As Republicans and the governor seek agreement on the largest segment of the budget, K-12 education, it appears even their common ground is a bit rocky.

Case in point: An area of education spending known as "compensatory revenue."

In his letter vetoing the Republican K-12 budget, Dayton criticized the bill's "freezing of compensatory revenue." The state doles out that money, sometimes more than $400 million a year, based on the number of poor students in each school district.

But there's one problem. Dayton and the Republicans both want spend the same amount on compensatory revenue over the next two years. Each side proposes leaving it at levels set in current law.

Senate Republicans once proposed freezing compensatory revenue, but that provision was eliminated when lawmakers crafted the final version of the K-12 bill (known as the "conference report").

What Republicans did instead was separate the compensatory revenue from the basic per-pupil formula allowance. That means future Legislatures will have to specifically increase the compensatory revenue formula, rather than just boosting the basic formula.

Is that a freeze?

"How on God's green earth do you argue that it's a freeze?" said Rep. Pat Garofalo, R-Farmington, the Republican sponsor of the bill. He noted that not only have Dayton and the GOP both left the formula at current law levels, but spending will also increase automatically if there are more poor students.

At first, Department of Education spokeswoman Charlene Briner agreed the letter got it wrong.

"It is incorrect to say that compensatory was frozen in the conference report," Briner said in an interview. Soon after, Briner sent Hot Dish e-mails backtracking that statement and adding "I think I was incorrect to say that."

"The net effect is a freeze," she wrote, "unless future legislatures act." In other words, delinking it from the basic formula could mean future legislatures choose not to increase the compensatory revenue formula.

Dayton spokeswoman Katie Tinucci said they stand by the veto letter. "It is our interpretation that the effect of delinking compensatory revenue is the same as freezing it—we cannot rely on the actions of future legislatures."

Garofalo says that is a dishonest argument, noting that both sides are relying on future legislatures to increase formulas.

"They can't possibly argue it's a freeze," Garofalo said.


> [What you should do]:
From the entries below, copy each line in which the word "Chemical" occurs.

> [Data shown]:
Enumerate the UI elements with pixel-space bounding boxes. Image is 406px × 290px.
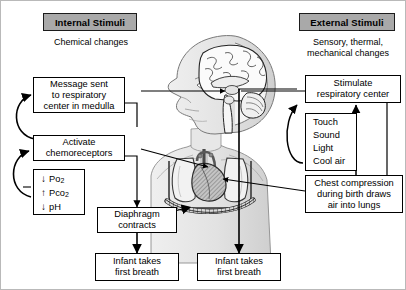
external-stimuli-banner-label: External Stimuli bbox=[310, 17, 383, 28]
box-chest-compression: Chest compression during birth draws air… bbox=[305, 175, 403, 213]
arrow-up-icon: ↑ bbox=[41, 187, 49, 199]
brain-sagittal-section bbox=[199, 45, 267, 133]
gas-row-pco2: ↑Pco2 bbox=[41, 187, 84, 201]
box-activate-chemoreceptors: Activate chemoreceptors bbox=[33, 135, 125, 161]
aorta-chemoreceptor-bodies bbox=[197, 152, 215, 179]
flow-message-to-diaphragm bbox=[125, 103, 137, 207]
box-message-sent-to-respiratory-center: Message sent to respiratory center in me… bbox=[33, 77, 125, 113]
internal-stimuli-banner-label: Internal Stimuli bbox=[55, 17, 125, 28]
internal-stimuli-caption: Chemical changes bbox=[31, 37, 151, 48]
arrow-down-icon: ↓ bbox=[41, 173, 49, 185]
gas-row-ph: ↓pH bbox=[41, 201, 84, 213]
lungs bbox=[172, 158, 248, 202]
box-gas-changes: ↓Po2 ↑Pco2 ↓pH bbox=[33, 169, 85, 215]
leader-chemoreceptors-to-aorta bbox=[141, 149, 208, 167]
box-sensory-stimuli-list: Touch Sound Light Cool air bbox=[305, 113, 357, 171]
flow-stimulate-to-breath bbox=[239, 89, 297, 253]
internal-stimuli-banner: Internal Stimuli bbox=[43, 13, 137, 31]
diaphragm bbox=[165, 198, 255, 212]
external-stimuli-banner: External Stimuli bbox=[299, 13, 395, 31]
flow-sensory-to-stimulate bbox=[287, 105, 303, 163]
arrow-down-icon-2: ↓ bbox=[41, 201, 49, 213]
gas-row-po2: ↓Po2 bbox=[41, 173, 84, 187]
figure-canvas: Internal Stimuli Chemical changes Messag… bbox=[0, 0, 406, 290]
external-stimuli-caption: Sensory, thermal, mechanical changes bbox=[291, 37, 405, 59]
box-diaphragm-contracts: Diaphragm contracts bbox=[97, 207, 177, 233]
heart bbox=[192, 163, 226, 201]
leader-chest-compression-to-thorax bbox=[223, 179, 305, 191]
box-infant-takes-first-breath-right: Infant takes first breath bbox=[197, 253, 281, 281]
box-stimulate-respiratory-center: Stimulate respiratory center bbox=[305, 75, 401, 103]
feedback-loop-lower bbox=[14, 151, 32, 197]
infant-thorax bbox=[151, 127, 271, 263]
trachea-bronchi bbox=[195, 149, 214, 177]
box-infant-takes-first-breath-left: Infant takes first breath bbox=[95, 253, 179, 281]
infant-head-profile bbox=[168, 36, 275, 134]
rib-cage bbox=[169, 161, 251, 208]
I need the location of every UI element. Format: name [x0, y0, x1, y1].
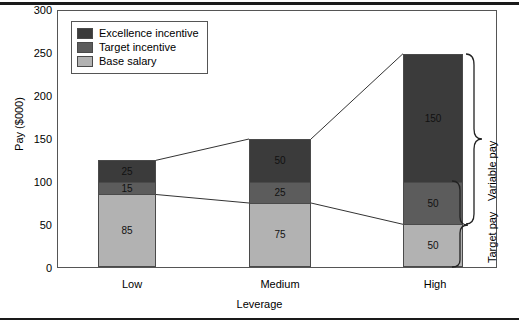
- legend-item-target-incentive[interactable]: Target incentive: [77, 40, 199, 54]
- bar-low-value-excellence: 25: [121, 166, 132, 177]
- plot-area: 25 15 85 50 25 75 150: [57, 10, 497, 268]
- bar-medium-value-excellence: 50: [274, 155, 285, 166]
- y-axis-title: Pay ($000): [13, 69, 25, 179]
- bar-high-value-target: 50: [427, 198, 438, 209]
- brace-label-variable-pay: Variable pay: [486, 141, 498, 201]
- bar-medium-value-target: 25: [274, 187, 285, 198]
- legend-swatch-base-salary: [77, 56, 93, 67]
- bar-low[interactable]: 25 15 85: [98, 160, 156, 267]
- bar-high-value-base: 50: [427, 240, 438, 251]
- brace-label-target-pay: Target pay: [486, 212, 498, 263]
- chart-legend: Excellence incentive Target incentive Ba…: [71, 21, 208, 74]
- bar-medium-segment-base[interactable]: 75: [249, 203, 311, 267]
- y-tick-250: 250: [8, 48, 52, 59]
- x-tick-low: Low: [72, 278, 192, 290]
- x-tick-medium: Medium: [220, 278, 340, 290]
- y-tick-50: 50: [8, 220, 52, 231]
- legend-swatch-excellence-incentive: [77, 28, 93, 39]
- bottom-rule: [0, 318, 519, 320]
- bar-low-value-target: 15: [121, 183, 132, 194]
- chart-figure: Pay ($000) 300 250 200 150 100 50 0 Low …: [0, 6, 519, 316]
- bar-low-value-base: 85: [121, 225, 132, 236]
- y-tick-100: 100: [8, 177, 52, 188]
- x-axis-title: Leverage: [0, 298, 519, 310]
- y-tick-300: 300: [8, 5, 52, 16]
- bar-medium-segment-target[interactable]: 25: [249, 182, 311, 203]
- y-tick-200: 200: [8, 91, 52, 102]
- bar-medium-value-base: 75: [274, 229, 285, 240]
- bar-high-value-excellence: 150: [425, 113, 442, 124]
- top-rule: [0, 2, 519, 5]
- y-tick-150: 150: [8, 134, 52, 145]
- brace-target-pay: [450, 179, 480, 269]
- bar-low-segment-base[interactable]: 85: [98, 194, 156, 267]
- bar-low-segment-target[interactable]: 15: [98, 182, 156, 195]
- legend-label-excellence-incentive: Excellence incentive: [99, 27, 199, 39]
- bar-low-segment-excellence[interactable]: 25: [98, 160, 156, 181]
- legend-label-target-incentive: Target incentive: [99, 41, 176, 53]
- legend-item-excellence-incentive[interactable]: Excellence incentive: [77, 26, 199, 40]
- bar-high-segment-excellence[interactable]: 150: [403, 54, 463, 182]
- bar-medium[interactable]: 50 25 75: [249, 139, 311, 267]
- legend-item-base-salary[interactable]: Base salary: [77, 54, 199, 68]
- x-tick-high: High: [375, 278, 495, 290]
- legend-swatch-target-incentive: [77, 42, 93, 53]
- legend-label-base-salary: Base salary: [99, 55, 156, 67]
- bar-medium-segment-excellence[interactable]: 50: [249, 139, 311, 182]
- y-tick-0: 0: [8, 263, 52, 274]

==

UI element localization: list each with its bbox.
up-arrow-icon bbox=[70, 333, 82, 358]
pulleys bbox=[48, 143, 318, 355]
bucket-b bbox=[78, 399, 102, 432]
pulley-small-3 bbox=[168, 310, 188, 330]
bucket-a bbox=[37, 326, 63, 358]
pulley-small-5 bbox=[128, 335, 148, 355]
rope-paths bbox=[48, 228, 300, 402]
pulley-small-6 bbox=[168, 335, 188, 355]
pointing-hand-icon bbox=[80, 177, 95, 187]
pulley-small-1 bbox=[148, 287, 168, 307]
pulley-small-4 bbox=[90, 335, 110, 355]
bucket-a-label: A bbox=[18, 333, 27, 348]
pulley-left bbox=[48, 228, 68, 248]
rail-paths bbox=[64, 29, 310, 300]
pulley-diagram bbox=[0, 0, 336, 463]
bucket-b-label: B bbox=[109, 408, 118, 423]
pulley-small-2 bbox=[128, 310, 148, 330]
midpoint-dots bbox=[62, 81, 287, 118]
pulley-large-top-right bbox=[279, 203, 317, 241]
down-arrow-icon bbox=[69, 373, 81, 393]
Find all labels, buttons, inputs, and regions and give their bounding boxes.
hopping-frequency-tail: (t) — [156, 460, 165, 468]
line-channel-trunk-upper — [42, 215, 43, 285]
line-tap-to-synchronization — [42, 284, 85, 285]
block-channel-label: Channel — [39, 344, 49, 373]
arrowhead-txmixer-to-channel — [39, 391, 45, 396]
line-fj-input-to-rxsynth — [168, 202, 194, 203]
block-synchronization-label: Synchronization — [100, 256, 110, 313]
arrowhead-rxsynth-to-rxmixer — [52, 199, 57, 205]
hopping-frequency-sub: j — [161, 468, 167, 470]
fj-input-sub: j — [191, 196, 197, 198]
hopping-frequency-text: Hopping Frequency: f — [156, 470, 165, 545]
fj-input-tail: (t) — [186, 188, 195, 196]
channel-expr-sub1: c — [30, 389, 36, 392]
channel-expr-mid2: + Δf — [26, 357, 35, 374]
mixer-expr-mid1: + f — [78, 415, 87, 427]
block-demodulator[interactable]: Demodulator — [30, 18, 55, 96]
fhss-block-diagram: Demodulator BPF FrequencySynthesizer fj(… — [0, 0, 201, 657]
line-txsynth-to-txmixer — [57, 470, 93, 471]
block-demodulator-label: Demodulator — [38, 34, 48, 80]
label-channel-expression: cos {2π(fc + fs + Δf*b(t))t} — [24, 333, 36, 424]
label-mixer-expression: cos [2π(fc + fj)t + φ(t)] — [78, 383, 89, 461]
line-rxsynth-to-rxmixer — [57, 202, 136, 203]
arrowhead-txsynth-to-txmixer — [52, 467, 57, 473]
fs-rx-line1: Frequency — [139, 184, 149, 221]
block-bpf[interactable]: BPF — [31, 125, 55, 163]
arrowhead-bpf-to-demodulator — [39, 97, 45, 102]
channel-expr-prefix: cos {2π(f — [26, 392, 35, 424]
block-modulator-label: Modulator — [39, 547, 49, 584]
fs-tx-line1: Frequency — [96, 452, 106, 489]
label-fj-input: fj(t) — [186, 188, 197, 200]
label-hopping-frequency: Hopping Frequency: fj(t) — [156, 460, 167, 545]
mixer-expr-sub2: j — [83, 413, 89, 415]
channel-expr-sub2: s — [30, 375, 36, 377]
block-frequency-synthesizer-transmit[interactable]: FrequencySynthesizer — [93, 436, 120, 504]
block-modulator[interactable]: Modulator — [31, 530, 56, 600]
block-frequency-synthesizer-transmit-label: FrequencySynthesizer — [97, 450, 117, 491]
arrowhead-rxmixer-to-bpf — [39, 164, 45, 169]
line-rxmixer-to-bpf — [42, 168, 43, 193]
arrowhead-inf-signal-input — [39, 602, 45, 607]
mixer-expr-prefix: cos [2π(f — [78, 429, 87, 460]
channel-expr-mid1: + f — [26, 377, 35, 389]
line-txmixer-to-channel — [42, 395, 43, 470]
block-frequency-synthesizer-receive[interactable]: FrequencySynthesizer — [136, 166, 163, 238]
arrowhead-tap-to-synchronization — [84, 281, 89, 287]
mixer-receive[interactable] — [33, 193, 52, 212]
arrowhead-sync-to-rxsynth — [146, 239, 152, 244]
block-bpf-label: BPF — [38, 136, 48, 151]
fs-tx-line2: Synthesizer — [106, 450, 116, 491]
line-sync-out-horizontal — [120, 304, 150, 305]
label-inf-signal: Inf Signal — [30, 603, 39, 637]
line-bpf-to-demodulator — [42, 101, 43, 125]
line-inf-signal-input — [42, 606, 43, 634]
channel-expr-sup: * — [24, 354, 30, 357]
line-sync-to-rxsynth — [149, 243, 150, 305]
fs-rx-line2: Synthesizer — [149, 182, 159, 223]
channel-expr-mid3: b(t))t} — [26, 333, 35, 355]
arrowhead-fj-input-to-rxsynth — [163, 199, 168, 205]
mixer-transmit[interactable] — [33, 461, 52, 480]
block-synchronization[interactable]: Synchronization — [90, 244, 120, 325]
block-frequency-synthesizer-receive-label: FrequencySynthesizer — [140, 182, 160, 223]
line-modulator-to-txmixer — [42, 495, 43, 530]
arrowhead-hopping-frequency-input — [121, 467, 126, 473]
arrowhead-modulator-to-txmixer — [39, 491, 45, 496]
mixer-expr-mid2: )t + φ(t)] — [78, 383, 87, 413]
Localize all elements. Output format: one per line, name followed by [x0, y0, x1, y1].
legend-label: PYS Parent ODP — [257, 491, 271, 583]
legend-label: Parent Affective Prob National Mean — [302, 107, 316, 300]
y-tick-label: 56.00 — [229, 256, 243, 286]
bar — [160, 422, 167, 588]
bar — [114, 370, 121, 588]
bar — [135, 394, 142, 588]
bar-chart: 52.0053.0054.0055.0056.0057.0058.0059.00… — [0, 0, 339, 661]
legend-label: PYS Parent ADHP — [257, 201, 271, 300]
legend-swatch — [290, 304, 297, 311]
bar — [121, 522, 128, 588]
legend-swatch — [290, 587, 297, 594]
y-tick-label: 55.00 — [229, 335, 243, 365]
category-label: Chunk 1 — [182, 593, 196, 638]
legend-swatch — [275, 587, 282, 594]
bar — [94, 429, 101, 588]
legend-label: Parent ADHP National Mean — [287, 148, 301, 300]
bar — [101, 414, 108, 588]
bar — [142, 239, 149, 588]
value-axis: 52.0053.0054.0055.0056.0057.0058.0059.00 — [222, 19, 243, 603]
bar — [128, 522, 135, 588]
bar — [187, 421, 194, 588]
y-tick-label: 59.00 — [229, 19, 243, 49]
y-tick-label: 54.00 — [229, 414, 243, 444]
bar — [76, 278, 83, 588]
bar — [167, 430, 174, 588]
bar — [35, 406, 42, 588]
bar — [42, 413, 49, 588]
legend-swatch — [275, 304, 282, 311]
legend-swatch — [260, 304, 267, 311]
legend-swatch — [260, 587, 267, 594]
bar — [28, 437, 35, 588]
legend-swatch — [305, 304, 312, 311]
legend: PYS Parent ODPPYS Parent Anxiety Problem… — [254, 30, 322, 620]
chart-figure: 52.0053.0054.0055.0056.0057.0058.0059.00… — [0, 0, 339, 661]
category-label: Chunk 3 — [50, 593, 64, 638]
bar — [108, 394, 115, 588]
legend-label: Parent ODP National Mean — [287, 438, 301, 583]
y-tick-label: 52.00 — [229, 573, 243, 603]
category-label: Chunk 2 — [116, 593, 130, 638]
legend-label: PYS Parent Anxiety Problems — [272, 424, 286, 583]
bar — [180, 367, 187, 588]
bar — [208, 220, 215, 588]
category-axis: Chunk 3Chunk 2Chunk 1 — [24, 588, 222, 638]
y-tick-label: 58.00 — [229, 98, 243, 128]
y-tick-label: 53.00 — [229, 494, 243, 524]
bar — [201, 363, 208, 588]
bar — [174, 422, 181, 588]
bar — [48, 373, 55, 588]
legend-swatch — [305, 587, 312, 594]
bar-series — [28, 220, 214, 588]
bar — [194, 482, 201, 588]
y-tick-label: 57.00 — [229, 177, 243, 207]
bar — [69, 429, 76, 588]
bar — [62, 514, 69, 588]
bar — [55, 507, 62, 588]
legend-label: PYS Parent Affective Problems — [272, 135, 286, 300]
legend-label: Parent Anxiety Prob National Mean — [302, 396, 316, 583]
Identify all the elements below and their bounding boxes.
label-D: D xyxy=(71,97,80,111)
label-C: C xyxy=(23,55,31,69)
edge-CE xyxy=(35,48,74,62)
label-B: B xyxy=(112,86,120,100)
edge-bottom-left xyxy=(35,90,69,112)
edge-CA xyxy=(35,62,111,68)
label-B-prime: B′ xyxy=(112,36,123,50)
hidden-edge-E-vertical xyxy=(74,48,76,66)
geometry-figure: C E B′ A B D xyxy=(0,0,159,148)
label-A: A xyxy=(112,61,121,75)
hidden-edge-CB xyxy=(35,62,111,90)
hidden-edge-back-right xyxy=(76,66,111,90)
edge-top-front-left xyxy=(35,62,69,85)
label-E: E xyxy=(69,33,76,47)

---

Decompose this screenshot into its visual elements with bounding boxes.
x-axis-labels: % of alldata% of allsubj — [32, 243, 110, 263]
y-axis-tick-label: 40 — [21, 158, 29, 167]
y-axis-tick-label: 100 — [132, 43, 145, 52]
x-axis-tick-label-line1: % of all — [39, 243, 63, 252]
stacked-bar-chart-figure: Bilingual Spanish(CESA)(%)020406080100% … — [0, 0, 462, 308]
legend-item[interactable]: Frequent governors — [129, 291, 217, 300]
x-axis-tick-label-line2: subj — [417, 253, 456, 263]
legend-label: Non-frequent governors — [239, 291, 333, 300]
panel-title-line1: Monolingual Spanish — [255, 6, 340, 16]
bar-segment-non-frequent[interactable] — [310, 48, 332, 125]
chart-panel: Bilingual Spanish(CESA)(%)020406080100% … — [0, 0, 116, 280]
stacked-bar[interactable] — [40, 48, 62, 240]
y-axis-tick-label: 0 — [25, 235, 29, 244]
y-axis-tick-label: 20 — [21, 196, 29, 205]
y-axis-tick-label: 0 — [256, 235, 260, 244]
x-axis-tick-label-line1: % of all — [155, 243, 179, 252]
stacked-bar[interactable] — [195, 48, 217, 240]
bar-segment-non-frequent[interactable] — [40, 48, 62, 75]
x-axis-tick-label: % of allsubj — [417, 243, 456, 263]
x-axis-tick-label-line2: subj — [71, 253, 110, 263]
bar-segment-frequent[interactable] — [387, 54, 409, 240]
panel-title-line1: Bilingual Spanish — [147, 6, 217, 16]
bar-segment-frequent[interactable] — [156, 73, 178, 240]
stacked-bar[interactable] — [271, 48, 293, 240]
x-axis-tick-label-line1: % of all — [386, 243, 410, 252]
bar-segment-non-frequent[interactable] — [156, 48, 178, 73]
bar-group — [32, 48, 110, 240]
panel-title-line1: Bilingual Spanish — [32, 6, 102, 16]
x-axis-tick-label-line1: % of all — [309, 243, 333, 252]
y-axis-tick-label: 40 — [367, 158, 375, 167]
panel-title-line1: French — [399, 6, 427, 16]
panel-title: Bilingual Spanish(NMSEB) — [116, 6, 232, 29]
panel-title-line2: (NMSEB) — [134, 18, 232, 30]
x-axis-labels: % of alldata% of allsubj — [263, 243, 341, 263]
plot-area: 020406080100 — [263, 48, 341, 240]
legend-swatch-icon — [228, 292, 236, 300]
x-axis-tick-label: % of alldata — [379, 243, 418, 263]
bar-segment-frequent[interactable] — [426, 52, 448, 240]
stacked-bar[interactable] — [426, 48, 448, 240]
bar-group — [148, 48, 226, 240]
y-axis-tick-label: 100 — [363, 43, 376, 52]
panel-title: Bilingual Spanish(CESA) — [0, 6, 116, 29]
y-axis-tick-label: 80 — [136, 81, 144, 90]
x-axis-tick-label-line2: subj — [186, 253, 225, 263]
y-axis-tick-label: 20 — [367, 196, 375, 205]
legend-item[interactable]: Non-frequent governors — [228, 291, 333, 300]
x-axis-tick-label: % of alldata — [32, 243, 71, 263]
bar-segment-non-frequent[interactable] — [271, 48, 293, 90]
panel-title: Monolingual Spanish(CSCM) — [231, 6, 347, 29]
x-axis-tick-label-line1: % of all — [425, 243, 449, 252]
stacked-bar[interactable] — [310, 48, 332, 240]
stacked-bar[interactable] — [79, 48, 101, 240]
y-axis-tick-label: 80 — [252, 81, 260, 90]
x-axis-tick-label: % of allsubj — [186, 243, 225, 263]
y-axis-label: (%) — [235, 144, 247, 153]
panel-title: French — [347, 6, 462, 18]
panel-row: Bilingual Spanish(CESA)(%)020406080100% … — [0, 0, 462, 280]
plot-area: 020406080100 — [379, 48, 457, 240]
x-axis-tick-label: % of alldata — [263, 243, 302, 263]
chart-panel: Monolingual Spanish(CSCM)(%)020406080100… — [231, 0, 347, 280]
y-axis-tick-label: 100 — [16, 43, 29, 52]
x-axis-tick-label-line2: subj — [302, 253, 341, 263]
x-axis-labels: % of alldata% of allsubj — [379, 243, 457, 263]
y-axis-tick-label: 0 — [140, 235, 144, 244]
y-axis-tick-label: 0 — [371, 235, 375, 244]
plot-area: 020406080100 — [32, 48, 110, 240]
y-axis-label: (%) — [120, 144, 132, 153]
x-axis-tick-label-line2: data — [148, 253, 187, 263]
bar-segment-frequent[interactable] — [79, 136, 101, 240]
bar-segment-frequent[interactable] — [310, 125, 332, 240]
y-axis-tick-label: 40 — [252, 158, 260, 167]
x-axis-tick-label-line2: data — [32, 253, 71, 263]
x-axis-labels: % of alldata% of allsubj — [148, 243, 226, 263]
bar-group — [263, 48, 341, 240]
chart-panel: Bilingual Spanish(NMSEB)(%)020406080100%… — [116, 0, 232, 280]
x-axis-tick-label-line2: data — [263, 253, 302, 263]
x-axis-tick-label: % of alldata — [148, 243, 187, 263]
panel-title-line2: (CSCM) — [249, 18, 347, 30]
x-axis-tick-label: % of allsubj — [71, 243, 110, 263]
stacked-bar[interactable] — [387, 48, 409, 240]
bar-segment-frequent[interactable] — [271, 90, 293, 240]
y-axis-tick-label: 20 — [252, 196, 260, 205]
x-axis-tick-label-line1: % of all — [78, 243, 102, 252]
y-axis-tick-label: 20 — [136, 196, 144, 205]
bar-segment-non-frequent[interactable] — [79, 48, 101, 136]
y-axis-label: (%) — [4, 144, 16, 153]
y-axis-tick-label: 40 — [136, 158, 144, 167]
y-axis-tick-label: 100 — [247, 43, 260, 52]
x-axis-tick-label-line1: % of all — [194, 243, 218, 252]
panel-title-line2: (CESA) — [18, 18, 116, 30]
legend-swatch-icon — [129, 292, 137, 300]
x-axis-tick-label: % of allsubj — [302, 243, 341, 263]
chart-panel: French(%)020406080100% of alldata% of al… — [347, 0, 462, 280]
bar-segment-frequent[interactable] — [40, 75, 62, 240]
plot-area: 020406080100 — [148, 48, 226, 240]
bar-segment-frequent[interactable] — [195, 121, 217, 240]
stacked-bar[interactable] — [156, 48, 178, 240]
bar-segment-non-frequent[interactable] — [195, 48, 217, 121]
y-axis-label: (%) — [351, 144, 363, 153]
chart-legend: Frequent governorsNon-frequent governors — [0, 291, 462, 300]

> [Your solution]:
internal-stimuli-caption: Chemical changes bbox=[31, 37, 151, 48]
figure-canvas: Internal Stimuli Chemical changes Messag… bbox=[0, 0, 406, 290]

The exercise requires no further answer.